On the other hand, a few weeks ago, she and Dead Weather cohort Jack White had a great time in another favorite: Tokyo.

They went to an underground bar, where the 5, 6, 7, 8's just happened to be playing. (In "Kill Bill," they're the all-girl, barefoot group singing "Woo Hoo.")

"Jack played with them" for a song, she says. "And all these people kept coming out of the crowd, like 60-year-old women that used to be strippers that had just written books ... and they want to sing a song.

"All these legendary Japanese rockers are walking in the door. And we are seriously in a bar that's (about the size of) my kitchen. It's tiny-tiny. It's totally wild. It's amazing."

People who take on nightlife in Japan do not fit the Japanese stereotype of being uptight or too proper to let loose, she says.

"Man, those people seriously know how to have a good time."

Her trips there can be very "Lost in Translation," she says.

"You kind of huddle together with whoever you're with, or whoever you run into," she says.

"I've run into friends from Detroit in the streets there, and it's the weirdest thing. And then suddenly you have these really magical evenings."

Otherwise, she tries to dig whatever she lands in -- or whatever airport she's waiting in.

"I know every airport you can probably name, back to front. I can tell you where everything is -- and which airports you can still smoke in."

But while touring by road, Mosshart, 31, who lives in London, prefers all of America.

"The thing that makes me feel so inspired is probably traveling around the United States, because it is so completely different all the time."

Raised in little Vero Beach, Fla., she is definitely the product of her parents.

Her mom was an art teacher, steeping Mosshart in the creativity that led to singing. Her dad was a car dealer, indoctrinating her into road trips.

"I think my parents totally did this to me," she says.

As long as she can remember, her mom would get out of school for summer. Her dad would close up shop.

"And they'd get some kind of van, and put me and my brother in it, and drive around the country and go visit our relatives."

She loved waking up in a different city every day.

"It was a lot like being on a tour bus, with less room."

Just the thought of a road trip gave her the same kind of thrill she got when anticipating a roller coaster ride.

"I was so excited, I couldn't sleep. I felt like I was gonna throw up. I just couldn't wait to get in the car and leave."

Consequently, she took to touring with her previous bands -- Discount, and The Kills -- and now The Dead Weather.

Maybe part of the original thrill was getting out of Vero Beach, where "there is nothing to do" if you're a kid, she says.

"There's nothing going on" there, she says. "There's no culture.

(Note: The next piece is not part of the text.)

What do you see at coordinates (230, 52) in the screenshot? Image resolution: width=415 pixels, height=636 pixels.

There's a lot of old people that are retiring, living in condos, and a lot of Cadillacs crashing into walls."

When she hit 20, she moved from Gainesville, Fla., to London, because she wanted to get out of America "really badly." She's not a hater. She just wanted to explore.

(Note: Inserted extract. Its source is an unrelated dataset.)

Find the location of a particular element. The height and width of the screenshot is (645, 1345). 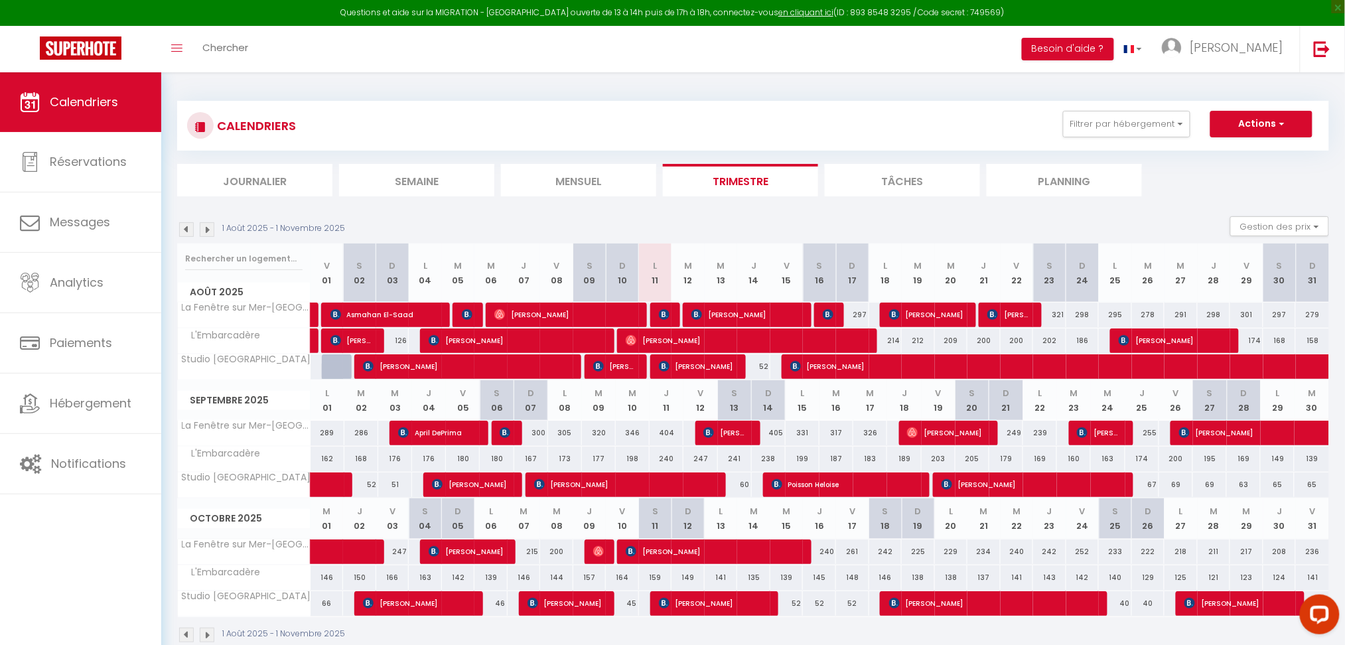

th: 13 is located at coordinates (735, 400).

"I'd been touring America for five years, six years. I had seen everything."

Plus, musicians she knew and worked with suddenly got older and wanted "real jobs," she says.

"It was that moment where I looked around me and said, 'I don't want to stop doing this,' " she says.

"And 20 is the perfect age, where you have the right amount of energy and the right amount of insanity to do something like that -- move to a different country without any money."

She loves London.

"But I think the older I've got, I really appreciate America more than ever. It's such a beautiful country, with so many different parts to it. It changes dramatically from one end to the other."

One city she's never seen as a grown-up: Las Vegas.

"I think my dad drove me through Las Vegas, but wouldn't let me get out of the car, because I remember seeing it when I was a kid.

"But I don't think, in my adult life, that I've ever been to Las Vegas, which is insane!"

That changes when Dead Weather performs Sunday at the Palms.

"I really can't wait to get there. I'm not even kidding about this. I'm so excited!" she says.

You know what? A lot of musicians say that about Vegas. But never with that much gusto.